Consumers Should Read Before Clicking 'I Accept'

"This is an area of great importance, but something that many people do not pay enough attention to."

Click-through agreements may be hazardous to your rights of privacy Latest News about privacy and free speech.

Those are the sentiments expressed in a white paper released by the Electronic Frontier Foundation Latest News about Electronic Frontier Foundation (EFF) as part of a campaign to raise consumer awareness of some of the dangerous terms found in End User Licensing Agreements (EULAs), commonly found on the Internet as "click-through agreements."

According to the author of the white paper, EFF policy analyst Annalee Newitz, overly broad EULAs in the high tech industry are one of the greatest threats to consumer rights.

She said that few people realize that simply visiting a Web site Get a Free E-Commerce Start-up Kit from Verisign or downloading a software update may constitute agreeing to a EULA that permits third parties to monitor their communications or allows a vendor to dictate what they can or cannot do with the product they've bought.

Some companies -- including Microsoft (Nasdaq: MSFT) Latest News about Microsoft -- make the invasion of a user's privacy a condition of future upgrades of a product, she maintained.

"They ask the user to agree to allow the vendor to periodically look onto your computer and see if you have the appropriate software or you need an update," she told TechNewsWorld.

"The problem is," she continued, "the user is left in a situation where their computer is being accessed by a third party, and they don't know when, and they have no control over it. But in order to get valuable updates, they have to agree to that term in the EULA."

She also noted the terms in the EULAs used by some computer game Latest News about computer games makers.

"In their End User Licensing Agreement, you agree that the company can look at files on your hard drive and take screen shots of what's happening on your computer and send them back to the company, which is just ridiculous," she observed.

EULAs have been around for more than 20 years, Newitz noted, "but it's only in the last three or four years that we've seen so many terms coming into them which are such flagrant violations of privacy, and also asking people to sign away rights that they have under federal law."

"There has definitely been a trend toward making these agreements more and more ridiculous," she declared."


2 comments:

B2 said...

Look before you leap, I suppose. The moral of the story: it's better to steal software than buy it from Microsoft.

NWJR said...

Obnoxious EULAs have been a cause celebre for user advocate Ed Foster for quite some time. Check out his website at http://www.gripe2ed.com/scoop/

No, I don't work for Ed. I just like his stuff. I think you will too.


What is being asked: Would you please copy every line below that includes the string "Zone"?

________________________________________

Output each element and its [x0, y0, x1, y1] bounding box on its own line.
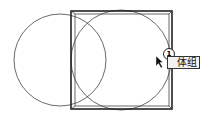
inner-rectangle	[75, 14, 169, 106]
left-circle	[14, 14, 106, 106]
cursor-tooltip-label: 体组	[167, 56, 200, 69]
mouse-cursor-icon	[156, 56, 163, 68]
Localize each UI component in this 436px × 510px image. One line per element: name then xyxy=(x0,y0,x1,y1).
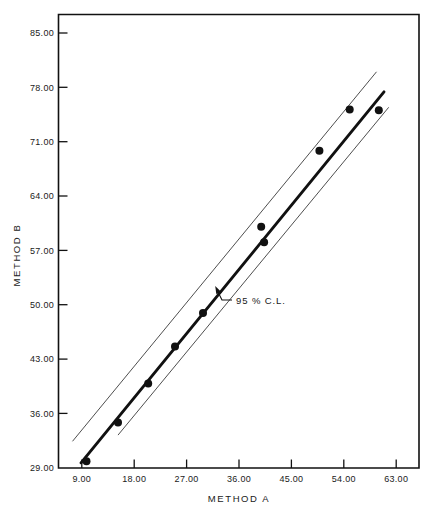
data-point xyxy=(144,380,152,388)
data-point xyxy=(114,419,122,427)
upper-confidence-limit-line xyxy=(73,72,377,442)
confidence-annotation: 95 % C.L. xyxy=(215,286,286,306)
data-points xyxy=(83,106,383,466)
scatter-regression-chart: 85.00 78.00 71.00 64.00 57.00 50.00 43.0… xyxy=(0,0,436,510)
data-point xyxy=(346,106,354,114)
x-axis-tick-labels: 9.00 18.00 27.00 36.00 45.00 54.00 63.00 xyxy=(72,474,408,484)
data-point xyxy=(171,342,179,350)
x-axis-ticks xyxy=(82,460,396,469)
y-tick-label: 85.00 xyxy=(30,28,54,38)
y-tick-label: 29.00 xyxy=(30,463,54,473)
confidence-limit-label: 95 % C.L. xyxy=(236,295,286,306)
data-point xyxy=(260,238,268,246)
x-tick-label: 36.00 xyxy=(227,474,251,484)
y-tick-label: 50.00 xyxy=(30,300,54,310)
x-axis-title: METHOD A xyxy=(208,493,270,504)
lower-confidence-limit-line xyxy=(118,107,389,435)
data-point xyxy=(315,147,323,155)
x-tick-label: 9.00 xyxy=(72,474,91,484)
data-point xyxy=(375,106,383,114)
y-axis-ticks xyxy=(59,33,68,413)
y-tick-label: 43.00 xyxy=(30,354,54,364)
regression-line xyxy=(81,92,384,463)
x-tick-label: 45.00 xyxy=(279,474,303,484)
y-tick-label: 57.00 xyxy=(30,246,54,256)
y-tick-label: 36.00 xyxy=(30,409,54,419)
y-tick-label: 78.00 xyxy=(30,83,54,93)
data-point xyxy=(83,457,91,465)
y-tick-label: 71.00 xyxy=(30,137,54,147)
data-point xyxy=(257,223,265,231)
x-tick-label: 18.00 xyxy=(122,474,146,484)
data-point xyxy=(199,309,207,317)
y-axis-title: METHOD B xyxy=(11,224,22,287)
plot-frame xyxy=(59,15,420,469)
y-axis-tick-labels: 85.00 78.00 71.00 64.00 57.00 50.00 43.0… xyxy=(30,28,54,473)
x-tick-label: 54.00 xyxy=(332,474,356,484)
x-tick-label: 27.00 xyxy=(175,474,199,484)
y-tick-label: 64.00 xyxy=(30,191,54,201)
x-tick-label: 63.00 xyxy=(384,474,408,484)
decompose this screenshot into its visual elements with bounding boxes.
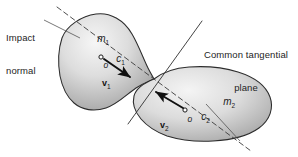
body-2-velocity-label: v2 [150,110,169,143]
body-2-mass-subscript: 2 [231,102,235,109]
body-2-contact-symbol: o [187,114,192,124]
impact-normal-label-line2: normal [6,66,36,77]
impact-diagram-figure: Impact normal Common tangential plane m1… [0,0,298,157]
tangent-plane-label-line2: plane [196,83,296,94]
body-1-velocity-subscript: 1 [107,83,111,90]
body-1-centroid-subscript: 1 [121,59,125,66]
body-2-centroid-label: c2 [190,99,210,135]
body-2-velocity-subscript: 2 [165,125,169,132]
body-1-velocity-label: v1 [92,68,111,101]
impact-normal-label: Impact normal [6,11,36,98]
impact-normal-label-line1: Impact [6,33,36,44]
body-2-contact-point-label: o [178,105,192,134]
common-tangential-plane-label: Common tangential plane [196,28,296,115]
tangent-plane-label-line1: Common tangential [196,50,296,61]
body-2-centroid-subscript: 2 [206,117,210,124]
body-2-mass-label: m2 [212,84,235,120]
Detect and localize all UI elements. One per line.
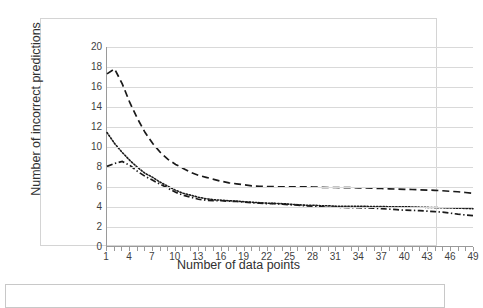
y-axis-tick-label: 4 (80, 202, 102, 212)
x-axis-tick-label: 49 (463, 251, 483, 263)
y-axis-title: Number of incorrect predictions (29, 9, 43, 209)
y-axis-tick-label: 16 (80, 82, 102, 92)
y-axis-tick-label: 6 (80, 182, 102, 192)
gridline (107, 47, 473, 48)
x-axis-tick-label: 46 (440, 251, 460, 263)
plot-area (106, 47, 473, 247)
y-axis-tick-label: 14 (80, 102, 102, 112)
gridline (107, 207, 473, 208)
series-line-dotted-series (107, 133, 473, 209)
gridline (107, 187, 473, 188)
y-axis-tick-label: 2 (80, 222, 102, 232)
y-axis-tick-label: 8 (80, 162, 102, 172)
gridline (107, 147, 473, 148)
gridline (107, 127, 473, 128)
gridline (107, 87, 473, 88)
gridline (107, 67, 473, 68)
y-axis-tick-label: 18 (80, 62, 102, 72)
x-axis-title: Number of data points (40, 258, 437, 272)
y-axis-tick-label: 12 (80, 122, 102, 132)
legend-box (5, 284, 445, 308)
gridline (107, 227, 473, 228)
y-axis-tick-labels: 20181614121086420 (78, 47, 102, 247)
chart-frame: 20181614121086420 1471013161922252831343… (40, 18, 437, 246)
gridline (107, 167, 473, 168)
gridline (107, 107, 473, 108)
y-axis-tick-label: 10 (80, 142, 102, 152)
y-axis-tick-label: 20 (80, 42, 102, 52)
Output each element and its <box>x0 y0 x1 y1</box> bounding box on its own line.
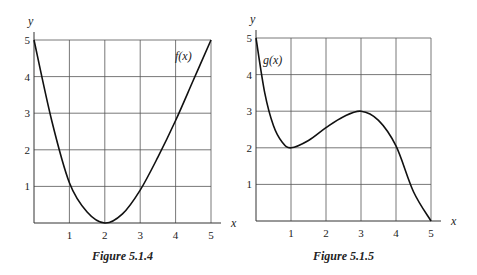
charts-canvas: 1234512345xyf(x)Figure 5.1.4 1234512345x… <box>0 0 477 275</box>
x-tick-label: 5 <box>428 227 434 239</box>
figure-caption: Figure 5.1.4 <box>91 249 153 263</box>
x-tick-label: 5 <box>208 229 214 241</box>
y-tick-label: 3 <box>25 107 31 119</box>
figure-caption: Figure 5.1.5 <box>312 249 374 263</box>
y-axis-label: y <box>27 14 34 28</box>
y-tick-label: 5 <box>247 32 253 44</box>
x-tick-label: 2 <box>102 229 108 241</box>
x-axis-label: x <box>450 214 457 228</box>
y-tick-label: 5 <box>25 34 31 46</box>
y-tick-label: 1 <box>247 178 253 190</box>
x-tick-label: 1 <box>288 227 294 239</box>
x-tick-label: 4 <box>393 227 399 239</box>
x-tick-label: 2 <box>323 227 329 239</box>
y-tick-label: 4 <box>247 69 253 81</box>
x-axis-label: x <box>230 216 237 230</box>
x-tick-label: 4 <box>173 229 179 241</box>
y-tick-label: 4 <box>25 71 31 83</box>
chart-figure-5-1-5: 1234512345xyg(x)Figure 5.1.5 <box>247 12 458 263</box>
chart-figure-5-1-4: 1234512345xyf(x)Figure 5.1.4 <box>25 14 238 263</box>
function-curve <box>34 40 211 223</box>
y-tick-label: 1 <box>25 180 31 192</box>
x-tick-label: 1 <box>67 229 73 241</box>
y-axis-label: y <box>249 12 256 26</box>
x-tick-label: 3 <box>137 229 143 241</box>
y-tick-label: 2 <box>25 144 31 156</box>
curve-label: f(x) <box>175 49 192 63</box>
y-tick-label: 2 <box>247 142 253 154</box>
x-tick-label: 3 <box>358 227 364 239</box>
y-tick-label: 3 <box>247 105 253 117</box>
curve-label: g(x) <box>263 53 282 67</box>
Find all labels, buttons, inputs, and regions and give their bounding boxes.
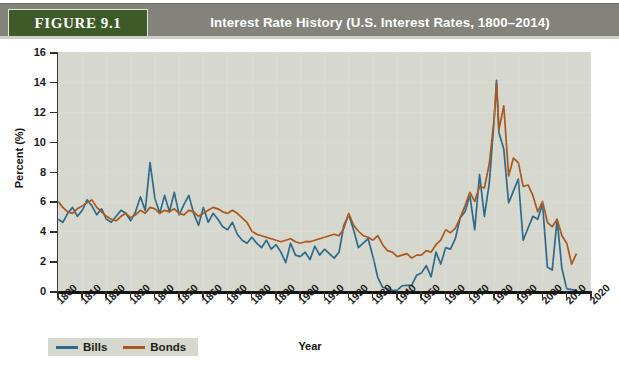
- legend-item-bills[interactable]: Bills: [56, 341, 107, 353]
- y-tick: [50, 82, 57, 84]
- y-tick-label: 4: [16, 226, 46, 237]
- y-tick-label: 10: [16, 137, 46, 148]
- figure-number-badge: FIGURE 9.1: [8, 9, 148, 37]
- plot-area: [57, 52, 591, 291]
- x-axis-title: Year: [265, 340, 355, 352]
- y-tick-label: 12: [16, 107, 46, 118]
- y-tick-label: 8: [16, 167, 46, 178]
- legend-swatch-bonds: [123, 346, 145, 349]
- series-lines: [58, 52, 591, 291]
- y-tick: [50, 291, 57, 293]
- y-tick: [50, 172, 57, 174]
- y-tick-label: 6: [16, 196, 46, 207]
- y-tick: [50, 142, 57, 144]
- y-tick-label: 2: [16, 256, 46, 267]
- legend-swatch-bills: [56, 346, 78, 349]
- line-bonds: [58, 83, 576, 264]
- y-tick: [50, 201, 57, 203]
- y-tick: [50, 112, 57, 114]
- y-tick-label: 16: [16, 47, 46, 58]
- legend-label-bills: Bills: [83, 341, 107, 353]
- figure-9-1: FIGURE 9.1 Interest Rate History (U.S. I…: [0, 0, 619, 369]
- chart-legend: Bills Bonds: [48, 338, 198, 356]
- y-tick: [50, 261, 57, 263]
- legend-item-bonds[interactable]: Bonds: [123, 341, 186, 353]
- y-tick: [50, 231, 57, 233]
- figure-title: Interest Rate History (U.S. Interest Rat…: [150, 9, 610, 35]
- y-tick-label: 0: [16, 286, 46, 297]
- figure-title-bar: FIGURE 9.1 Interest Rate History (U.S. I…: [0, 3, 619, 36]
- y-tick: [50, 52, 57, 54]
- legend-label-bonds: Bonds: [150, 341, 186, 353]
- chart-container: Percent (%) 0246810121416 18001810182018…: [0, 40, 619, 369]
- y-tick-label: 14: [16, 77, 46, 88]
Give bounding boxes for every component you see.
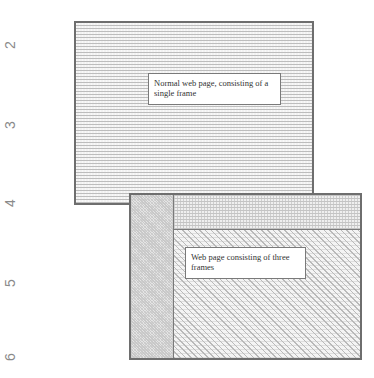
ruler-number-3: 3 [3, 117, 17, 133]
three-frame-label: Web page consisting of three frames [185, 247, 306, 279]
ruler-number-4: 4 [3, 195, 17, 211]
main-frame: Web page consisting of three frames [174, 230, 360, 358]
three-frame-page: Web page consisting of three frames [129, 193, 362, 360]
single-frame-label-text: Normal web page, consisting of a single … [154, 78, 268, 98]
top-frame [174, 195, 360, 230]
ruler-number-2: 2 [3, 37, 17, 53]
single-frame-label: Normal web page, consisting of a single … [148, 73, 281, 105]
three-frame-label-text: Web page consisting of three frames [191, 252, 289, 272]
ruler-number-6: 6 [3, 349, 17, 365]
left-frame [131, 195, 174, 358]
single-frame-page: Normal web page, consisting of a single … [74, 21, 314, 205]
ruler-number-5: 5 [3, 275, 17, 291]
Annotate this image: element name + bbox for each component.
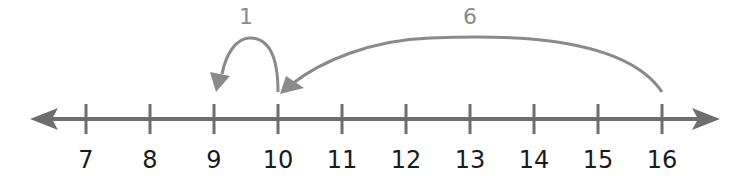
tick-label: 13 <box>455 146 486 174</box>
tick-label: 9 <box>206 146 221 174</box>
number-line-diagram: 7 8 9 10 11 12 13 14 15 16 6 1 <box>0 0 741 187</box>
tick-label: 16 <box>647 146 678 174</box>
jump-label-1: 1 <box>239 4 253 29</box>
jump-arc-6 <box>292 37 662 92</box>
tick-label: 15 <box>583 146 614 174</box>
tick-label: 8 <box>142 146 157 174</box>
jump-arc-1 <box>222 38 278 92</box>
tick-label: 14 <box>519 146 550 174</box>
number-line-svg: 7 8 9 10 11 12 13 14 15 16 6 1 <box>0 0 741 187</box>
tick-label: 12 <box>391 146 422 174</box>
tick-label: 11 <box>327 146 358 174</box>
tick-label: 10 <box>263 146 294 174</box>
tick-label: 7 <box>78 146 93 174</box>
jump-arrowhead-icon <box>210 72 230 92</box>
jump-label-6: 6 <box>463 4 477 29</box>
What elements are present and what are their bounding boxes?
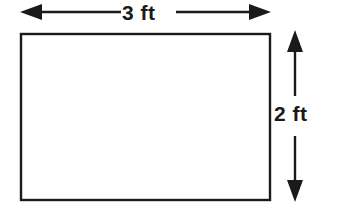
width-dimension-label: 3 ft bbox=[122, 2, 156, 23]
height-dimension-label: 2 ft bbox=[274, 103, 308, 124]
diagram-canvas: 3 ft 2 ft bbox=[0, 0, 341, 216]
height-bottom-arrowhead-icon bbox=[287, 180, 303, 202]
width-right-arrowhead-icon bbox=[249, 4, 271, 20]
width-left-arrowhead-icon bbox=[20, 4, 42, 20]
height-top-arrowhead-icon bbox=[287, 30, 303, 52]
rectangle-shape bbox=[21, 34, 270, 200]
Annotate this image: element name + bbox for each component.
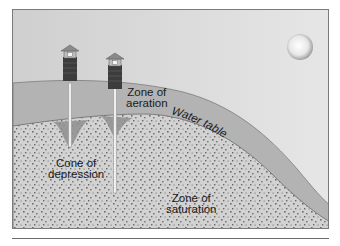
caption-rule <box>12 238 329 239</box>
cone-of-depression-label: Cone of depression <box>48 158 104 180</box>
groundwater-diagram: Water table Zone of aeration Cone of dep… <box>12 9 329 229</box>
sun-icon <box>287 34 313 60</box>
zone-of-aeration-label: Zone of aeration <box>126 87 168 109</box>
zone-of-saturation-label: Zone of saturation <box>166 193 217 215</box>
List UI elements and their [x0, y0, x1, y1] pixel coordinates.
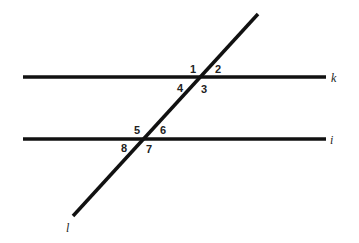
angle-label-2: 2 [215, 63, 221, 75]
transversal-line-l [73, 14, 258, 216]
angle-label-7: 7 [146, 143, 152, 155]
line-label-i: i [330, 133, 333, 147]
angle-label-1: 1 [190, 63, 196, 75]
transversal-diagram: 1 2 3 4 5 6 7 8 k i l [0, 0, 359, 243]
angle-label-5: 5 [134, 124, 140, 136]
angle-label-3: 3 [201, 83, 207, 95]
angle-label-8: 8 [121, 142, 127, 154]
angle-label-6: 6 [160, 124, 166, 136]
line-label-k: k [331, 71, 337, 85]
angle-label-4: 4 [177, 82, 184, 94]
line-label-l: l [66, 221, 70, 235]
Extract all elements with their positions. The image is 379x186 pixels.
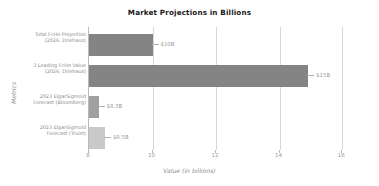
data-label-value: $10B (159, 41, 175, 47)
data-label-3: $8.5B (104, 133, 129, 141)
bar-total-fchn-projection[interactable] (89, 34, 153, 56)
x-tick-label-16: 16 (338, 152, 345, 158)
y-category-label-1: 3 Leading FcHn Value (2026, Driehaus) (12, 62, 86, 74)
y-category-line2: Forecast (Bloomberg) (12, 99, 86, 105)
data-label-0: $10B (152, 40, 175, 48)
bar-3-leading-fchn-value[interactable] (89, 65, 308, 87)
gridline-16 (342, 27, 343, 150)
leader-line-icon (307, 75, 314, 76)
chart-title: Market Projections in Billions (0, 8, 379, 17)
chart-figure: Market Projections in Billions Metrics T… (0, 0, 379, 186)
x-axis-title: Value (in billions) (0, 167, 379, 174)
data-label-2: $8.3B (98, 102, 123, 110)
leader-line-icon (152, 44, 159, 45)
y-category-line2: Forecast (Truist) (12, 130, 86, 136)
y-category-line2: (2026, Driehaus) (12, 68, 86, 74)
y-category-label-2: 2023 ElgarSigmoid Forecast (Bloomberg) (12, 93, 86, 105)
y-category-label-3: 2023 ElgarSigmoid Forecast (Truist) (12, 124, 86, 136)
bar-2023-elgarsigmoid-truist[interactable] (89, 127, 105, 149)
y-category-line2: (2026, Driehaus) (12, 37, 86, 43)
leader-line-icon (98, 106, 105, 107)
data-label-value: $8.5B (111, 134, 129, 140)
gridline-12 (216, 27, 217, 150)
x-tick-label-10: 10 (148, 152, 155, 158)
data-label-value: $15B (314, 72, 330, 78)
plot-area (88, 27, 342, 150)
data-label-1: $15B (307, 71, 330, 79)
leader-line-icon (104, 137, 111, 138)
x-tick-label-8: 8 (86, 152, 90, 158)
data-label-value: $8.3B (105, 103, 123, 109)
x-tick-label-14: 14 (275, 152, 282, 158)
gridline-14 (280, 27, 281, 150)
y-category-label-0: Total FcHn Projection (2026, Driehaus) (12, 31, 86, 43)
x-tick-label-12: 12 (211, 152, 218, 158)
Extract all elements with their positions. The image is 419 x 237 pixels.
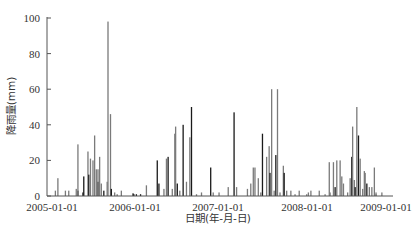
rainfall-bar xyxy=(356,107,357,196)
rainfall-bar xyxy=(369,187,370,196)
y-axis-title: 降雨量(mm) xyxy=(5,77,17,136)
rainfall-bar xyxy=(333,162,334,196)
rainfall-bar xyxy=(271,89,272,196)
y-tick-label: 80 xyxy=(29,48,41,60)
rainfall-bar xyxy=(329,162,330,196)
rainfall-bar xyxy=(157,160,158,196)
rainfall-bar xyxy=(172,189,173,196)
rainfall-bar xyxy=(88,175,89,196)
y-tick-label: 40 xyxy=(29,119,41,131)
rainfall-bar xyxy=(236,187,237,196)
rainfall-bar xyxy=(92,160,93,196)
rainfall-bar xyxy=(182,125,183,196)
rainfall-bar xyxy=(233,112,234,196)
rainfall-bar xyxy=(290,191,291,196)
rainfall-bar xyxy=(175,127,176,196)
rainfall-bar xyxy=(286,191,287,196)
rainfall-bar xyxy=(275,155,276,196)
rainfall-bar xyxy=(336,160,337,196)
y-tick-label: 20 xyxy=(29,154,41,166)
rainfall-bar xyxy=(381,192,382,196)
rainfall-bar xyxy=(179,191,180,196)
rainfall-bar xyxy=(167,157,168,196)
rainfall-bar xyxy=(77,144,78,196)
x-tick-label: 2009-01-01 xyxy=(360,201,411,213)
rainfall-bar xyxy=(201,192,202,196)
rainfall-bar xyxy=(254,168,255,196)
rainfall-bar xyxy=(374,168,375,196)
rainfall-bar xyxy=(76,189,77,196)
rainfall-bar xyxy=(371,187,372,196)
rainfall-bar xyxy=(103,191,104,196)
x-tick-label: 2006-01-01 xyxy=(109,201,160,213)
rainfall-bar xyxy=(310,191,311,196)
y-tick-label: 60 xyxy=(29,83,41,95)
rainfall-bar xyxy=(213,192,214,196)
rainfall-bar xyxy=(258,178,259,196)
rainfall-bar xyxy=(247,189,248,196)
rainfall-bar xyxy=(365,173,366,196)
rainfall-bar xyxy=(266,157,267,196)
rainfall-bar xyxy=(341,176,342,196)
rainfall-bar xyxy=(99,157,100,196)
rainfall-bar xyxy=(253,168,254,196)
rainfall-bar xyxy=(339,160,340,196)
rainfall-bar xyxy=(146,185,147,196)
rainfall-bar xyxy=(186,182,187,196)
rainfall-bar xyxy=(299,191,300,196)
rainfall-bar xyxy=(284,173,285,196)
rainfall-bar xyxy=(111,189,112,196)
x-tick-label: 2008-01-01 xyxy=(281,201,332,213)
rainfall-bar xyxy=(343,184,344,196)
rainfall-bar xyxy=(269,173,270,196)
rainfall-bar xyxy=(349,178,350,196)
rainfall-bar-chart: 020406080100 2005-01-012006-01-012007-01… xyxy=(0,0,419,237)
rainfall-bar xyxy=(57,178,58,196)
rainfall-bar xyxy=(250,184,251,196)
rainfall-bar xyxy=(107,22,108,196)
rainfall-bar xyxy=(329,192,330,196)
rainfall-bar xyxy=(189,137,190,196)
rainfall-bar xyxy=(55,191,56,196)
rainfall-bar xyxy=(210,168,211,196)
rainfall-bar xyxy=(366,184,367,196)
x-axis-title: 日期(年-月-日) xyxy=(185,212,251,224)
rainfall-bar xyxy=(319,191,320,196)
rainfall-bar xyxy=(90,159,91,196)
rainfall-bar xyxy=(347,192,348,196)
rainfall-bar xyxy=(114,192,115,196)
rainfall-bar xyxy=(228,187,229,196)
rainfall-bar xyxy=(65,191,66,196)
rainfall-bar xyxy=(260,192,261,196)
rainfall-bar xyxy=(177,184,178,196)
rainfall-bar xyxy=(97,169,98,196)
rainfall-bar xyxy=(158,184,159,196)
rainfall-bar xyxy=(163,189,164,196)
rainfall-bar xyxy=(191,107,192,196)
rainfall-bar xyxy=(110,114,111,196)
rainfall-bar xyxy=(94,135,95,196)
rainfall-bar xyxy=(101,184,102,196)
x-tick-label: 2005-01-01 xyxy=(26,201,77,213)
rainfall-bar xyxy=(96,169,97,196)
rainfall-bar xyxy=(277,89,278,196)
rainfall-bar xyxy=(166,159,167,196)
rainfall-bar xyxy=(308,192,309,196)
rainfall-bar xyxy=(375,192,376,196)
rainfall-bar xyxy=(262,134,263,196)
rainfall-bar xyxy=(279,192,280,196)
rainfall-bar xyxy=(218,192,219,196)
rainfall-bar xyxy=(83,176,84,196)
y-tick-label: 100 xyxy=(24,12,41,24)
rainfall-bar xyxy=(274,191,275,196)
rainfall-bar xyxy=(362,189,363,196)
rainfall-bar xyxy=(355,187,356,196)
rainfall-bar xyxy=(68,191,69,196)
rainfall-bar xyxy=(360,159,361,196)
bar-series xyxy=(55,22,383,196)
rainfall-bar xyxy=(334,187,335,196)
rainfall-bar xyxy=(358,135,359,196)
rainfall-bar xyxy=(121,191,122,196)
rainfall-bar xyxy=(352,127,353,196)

________________________________________

Answer to this problem:
groundwater-diagram: Water table Zone of aeration Cone of dep… <box>12 9 329 229</box>
zone-of-aeration-label: Zone of aeration <box>126 87 168 109</box>
zone-of-saturation-label: Zone of saturation <box>166 193 217 215</box>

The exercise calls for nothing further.